Like an orchestral symphony, the wonder of the dawn chorus is in the combination of disparate voices: the singular melodies, tones and timbres of each species woven together into a glorious whole. In fact the resulting wall of sound can be so overwhelming that it’s unwise to start surveying birds too close to dawn; better to wait until the sun has come up and the clamour has died down just a little. With concentration, individual singers can then be picked out from the crowd, in much the same way I recall being taught to pick out the different instruments in an orchestra or band during A-level music lessons. A thread between musicology and ornithology.

Of course the dawn chorus is not always overwhelming in a landscape that is degraded, fragmented, and polluted by noise, from which the full richness of bird life has long since departed as a result. In his fascinating book The Great Animal Orchestra, ‘bio-acoustician’ Bernie Krause defines noise as any sound which is out of place; so, in this way, noise is the polar opposite to bird song as I describe it above. When by our actions a species is removed from the wild choir, or when modern human sound invades its acoustic space, the full evolved order of non-human biological sound – what Krause calls ‘biophony’ – is disrupted and diminished. Whilst we celebrate what remains, the English dawn chorus is largely a remnant, a mere tribute band to an act that was forced into retirement generations ago.

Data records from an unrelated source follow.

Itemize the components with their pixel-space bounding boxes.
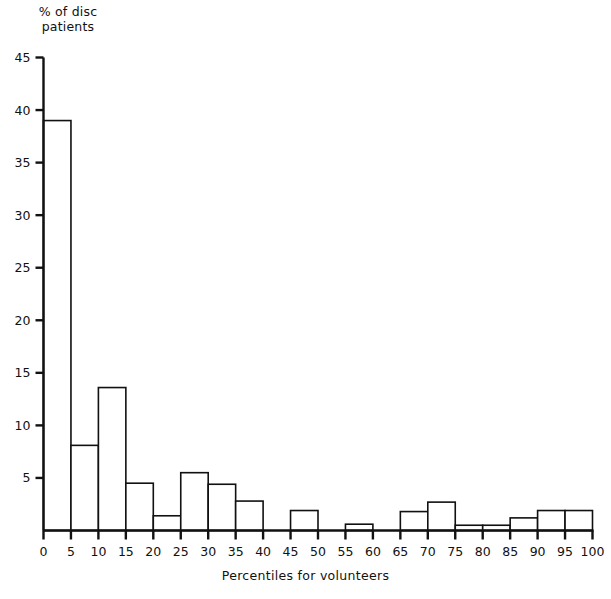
x-axis-tick-label: 85	[502, 544, 518, 559]
x-axis-tick-label: 40	[255, 544, 271, 559]
x-axis-tick-label: 100	[581, 544, 605, 559]
y-axis-tick-label: 10	[15, 418, 31, 433]
histogram-bar	[510, 518, 537, 531]
histogram-bar	[538, 511, 565, 531]
x-axis-tick-label: 70	[420, 544, 436, 559]
y-axis-tick-label: 40	[15, 103, 31, 118]
x-axis-tick-label: 30	[200, 544, 216, 559]
histogram-bars-group	[44, 121, 593, 531]
x-axis-tick-label: 95	[557, 544, 573, 559]
x-axis-tick-group: 0510152025303540455055606570758085909510…	[40, 531, 605, 559]
x-axis-tick-label: 25	[173, 544, 189, 559]
histogram-bar	[565, 511, 592, 531]
y-axis-label: % of disc patients	[8, 4, 128, 34]
y-axis-tick-label: 5	[23, 470, 31, 485]
x-axis-tick-label: 90	[530, 544, 546, 559]
histogram-bar	[153, 516, 180, 531]
y-axis-tick-label: 35	[15, 155, 31, 170]
x-axis-tick-label: 10	[90, 544, 106, 559]
histogram-bar	[236, 501, 263, 530]
x-axis-tick-label: 45	[283, 544, 299, 559]
y-axis-tick-label: 15	[15, 365, 31, 380]
x-axis-tick-label: 60	[365, 544, 381, 559]
histogram-bar	[126, 483, 153, 530]
x-axis-tick-label: 75	[447, 544, 463, 559]
y-axis-tick-label: 30	[15, 208, 31, 223]
x-axis-tick-label: 55	[337, 544, 353, 559]
histogram-chart: % of disc patients 51015202530354045 051…	[0, 0, 611, 599]
y-axis-tick-label: 45	[15, 50, 31, 65]
x-axis-label: Percentiles for volunteers	[0, 568, 611, 583]
chart-plot-area: 51015202530354045 0510152025303540455055…	[0, 0, 611, 599]
histogram-bar	[71, 445, 98, 530]
x-axis-tick-label: 50	[310, 544, 326, 559]
histogram-bar	[400, 512, 427, 531]
histogram-bar	[44, 121, 71, 531]
histogram-bar	[98, 388, 125, 531]
histogram-bar	[291, 511, 318, 531]
y-axis-tick-label: 25	[15, 260, 31, 275]
y-axis-tick-group: 51015202530354045	[15, 50, 44, 485]
x-axis-tick-label: 20	[145, 544, 161, 559]
x-axis-tick-label: 0	[40, 544, 48, 559]
x-axis-tick-label: 80	[475, 544, 491, 559]
x-axis-tick-label: 15	[118, 544, 134, 559]
histogram-bar	[428, 502, 455, 530]
x-axis-tick-label: 65	[392, 544, 408, 559]
histogram-bar	[181, 473, 208, 531]
histogram-bar	[208, 484, 235, 530]
y-axis-tick-label: 20	[15, 313, 31, 328]
x-axis-tick-label: 35	[228, 544, 244, 559]
x-axis-tick-label: 5	[67, 544, 75, 559]
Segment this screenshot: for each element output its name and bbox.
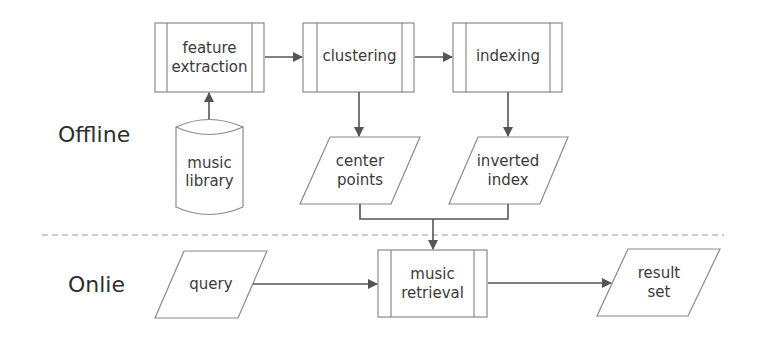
result-set-line1: result: [638, 264, 680, 282]
center-points-line2: points: [337, 171, 383, 189]
inverted-index-line1: inverted: [477, 152, 540, 170]
center-points-label: center points: [318, 137, 402, 204]
music-library-label: music library: [176, 138, 243, 206]
music-retrieval-line1: music: [410, 265, 454, 283]
offline-label: Offline: [58, 122, 130, 147]
indexing-label: indexing: [466, 23, 550, 90]
clustering-line1: clustering: [322, 47, 396, 65]
result-set-line2: set: [648, 283, 671, 301]
result-set-label: result set: [614, 249, 704, 316]
music-retrieval-label: music retrieval: [391, 250, 474, 317]
indexing-line1: indexing: [476, 47, 540, 65]
center-points-line1: center: [336, 152, 384, 170]
music-retrieval-line2: retrieval: [401, 284, 464, 302]
feature-extraction-label: feature extraction: [167, 23, 252, 92]
connector-center-inverted: [360, 204, 508, 219]
query-label: query: [170, 251, 252, 318]
music-library-line2: library: [185, 172, 233, 190]
query-line1: query: [189, 275, 232, 293]
inverted-index-label: inverted index: [466, 137, 550, 204]
inverted-index-line2: index: [487, 171, 528, 189]
music-library-line1: music: [187, 154, 231, 172]
online-label: Onlie: [68, 272, 125, 297]
feature-extraction-line1: feature: [182, 39, 236, 57]
clustering-label: clustering: [317, 23, 402, 90]
feature-extraction-line2: extraction: [171, 58, 247, 76]
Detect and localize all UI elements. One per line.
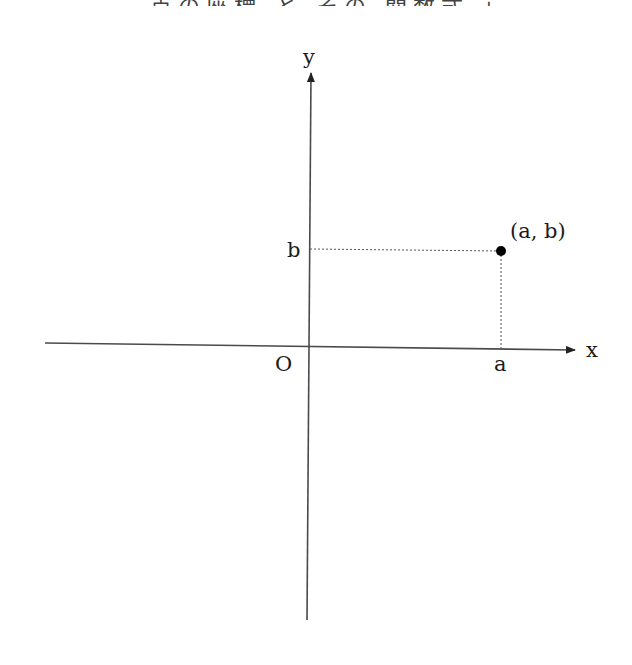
point-y-value-label: b: [287, 238, 300, 262]
point-marker: [496, 246, 506, 256]
x-axis-label: x: [586, 338, 598, 362]
point-coordinate-label: (a, b): [510, 219, 566, 243]
point-x-value-label: a: [494, 352, 507, 376]
horizontal-guide-line: [310, 249, 501, 251]
coordinate-plane: y x O b a (a, b): [0, 0, 632, 665]
y-axis-label: y: [302, 45, 315, 69]
x-axis: [45, 343, 575, 350]
origin-label: O: [275, 352, 292, 376]
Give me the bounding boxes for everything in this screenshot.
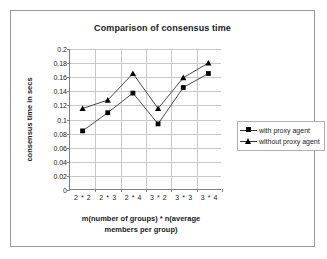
data-point-marker [156,122,161,127]
y-axis-tick-label: 0.1 [57,116,67,123]
x-axis-tick-mark [222,189,223,192]
x-axis-tick-mark [171,189,172,192]
legend-item-without-proxy-agent[interactable]: without proxy agent [240,136,320,147]
y-axis-tick-label: 0.08 [53,130,67,137]
legend-triangle-marker-icon [240,137,257,146]
x-axis-tick-label: 3 * 2 [150,194,167,201]
plot-wrapper: 00.020.040.060.080.10.120.140.160.180.2 … [59,49,221,193]
y-axis-tick-label: 0.12 [53,102,67,109]
data-point-marker [80,129,85,134]
legend-label-without-proxy-agent: without proxy agent [259,138,320,145]
series-line-without-proxy-agent [83,63,209,109]
y-axis-tick-label: 0.18 [53,60,67,67]
x-axis-title-line-2: members per group) [51,224,231,235]
data-point-marker [180,75,186,81]
x-axis-title-line-1: m(number of groups) * n(average [51,213,231,224]
x-axis-title: m(number of groups) * n(average members … [51,213,231,235]
x-axis-tick-mark [197,189,198,192]
legend-label-with-proxy-agent: with proxy agent [259,127,310,134]
y-axis-tick-label: 0.06 [53,144,67,151]
legend-square-marker-icon [240,126,257,135]
data-point-marker [130,70,136,76]
x-axis-tick-label: 2 * 4 [125,194,142,201]
y-axis-title: consensus time in secs [25,49,37,190]
y-axis-tick-label: 0.2 [57,46,67,53]
x-axis-tick-label: 3 * 4 [201,194,218,201]
plot-area: 00.020.040.060.080.10.120.140.160.180.2 … [69,49,221,190]
data-point-marker [206,71,211,76]
y-axis-tick-label: 0.16 [53,74,67,81]
y-axis-tick-label: 0.04 [53,158,67,165]
data-point-marker [80,105,86,111]
legend-item-with-proxy-agent[interactable]: with proxy agent [240,125,320,136]
chart-screenshot: Comparison of consensus time consensus t… [0,0,327,259]
y-axis-tick-label: 0.14 [53,88,67,95]
data-point-marker [131,91,136,96]
x-axis-tick-mark [121,189,122,192]
x-axis-tick-label: 2 * 2 [74,194,91,201]
data-point-marker [181,85,186,90]
y-axis-tick-label: 0.02 [53,172,67,179]
data-point-marker [105,110,110,115]
x-axis-tick-label: 2 * 3 [99,194,116,201]
data-series-layer [70,49,221,189]
data-point-marker [205,60,211,66]
x-axis-tick-label: 3 * 3 [175,194,192,201]
chart-frame: Comparison of consensus time consensus t… [10,10,315,247]
chart-title: Comparison of consensus time [11,23,314,33]
x-axis-tick-mark [146,189,147,192]
chart-legend: with proxy agent without proxy agent [237,121,325,151]
x-axis-tick-mark [95,189,96,192]
y-axis-tick-mark [67,190,70,191]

Still, if you can escape the traffic noise which, to my dismay, is all too evident in much of Berkshire even before the sun comes up, the avian musical ensemble yet sings with surprising power in our land. Blackbirds, robins, wrens, thrushes and warblers take their cues in turn (not to mention the pesky deafening woodpigeons), building gradually to quite a cacophony, if you’re in an area still densely populated by birds. As it happens (indeed, it’s probably what inspired me to write on this subject), tomorrow is ‘International Dawn Chorus Day’, which started in Birmingham of all places. By chance, I will be up early enough to have a listen on the day itself. I know it’s a lot to ask, but wherever you are in the world** I can’t recommend enough that you follow suit, at least once this spring, and rise with the larks. For the experience of a world in which the birds still just about rule the air waves, it will be worth it.

*e.g. this one

**Those in the southern hemisphere may wish to wait six months…although I gather the tropics enjoy a dawn chorus all year round.